EU chief stonewalls investigators on private texts with Pfizer CEO

European Commission President Ursula von der Leyen is refusing to cooperate with an investigation of her private text messages with Pfizer CEO Albert Bourla through which they negotiated a multi-billion-euro contract for COVID-19 vaccines. 

The European Parliament (EP) began the investigation after von der Leyen acknowledged the text exchange in an April 2021 interview with the New York Times. But the European Commission says it no longer has the texts, and von der Leyen is keeping mum about the details.

“We need to hear what went on, otherwise it’s going to drag on,” European Ombudsman Emily O’Reilly said, according to Reuters.
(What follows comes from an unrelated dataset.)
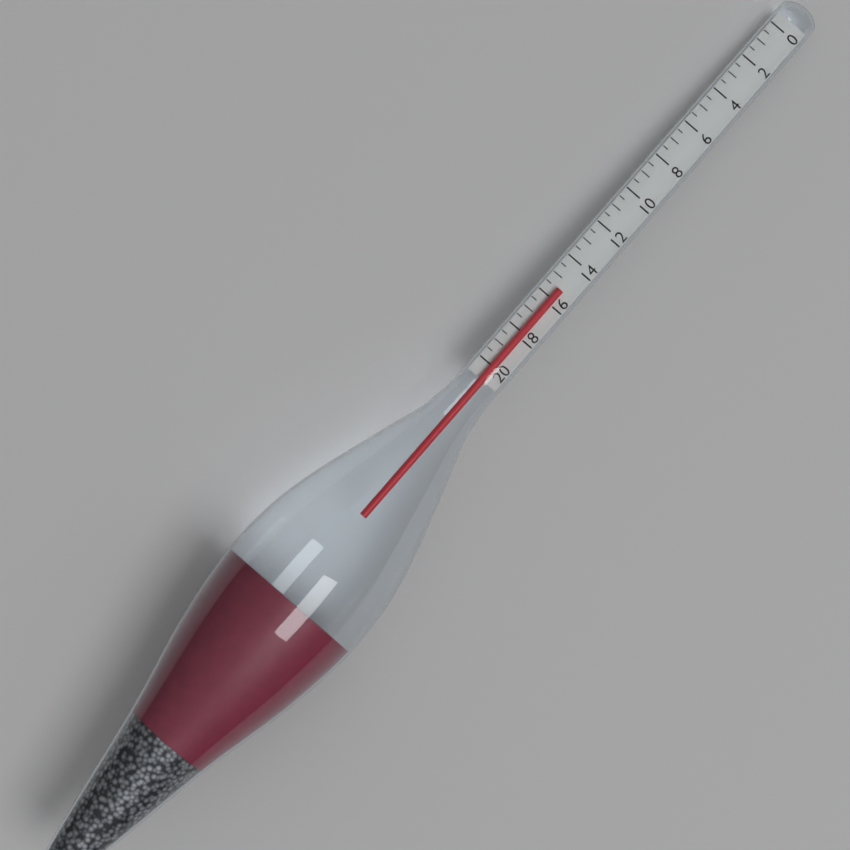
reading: 15.5 (no unit)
“It’s the gift that keeps on giving to people who are hostile to the EU and who are anti-vax, because it can feed into the narrative that something is being hidden,” she added.

The Conference of Presidents (CoP), a parliamentary body which includes the heads of political groups and Parliament’s president, are demanding answers from von der Leyen for the sake of transparency. However, the CoP agreed to question the EU chief at their next private meeting behind closed doors and out of the public eye.

Bereft of von der Leyen’s cooperation, the EU’s COVID-19 committee (COVI) twice invited Bourla last year to appear before the EP to provide clarification on these issues, but Bourla refused. Instead, he sent Pfizer’s President of International Developed Markets Janine Small, who assured the parliamentarians in October the vaccine contracts were freely available to them, omitting the fact that they were heavily redacted. 

“I think Albert Bourla deliberately did not come, because he did not want to face the controversies,” French MEP and COVI member Véronique Trillet-Lenoir told Euractiv

“As Committee Chair, I deeply regret Dr. Bourla’s refusal. The EU has spent a lot of public resources on vaccine production & purchase. The EP has a right to full transparency on the details of this spending and the preliminary negotiations that led to it,” tweeted COVI Chair Kathleen Van Brempt in December. 

In response to Bourla’s refusal, the COVI voted to ban Pfizer representatives from Parliament, which would block the company’s lobbyists — and Bourla himself — from access to lawmakers. The proposal was shot down by the CoP.

According to reports, Pfizer spends between €800,000 ($860,000) and €900,000 ($974,000) annually on its EU lobbying. The company has four lobbyists who work out of Pfizer’s Brussels office and hold permanent European Parliament access passes. 

But Pfizer may be under-declaring its lobbying budget; the corporate giant has also spent between €950,000 ($1,028,000) and €1.2 million ($1.3 million) per year for help from outside lobbying consultancies.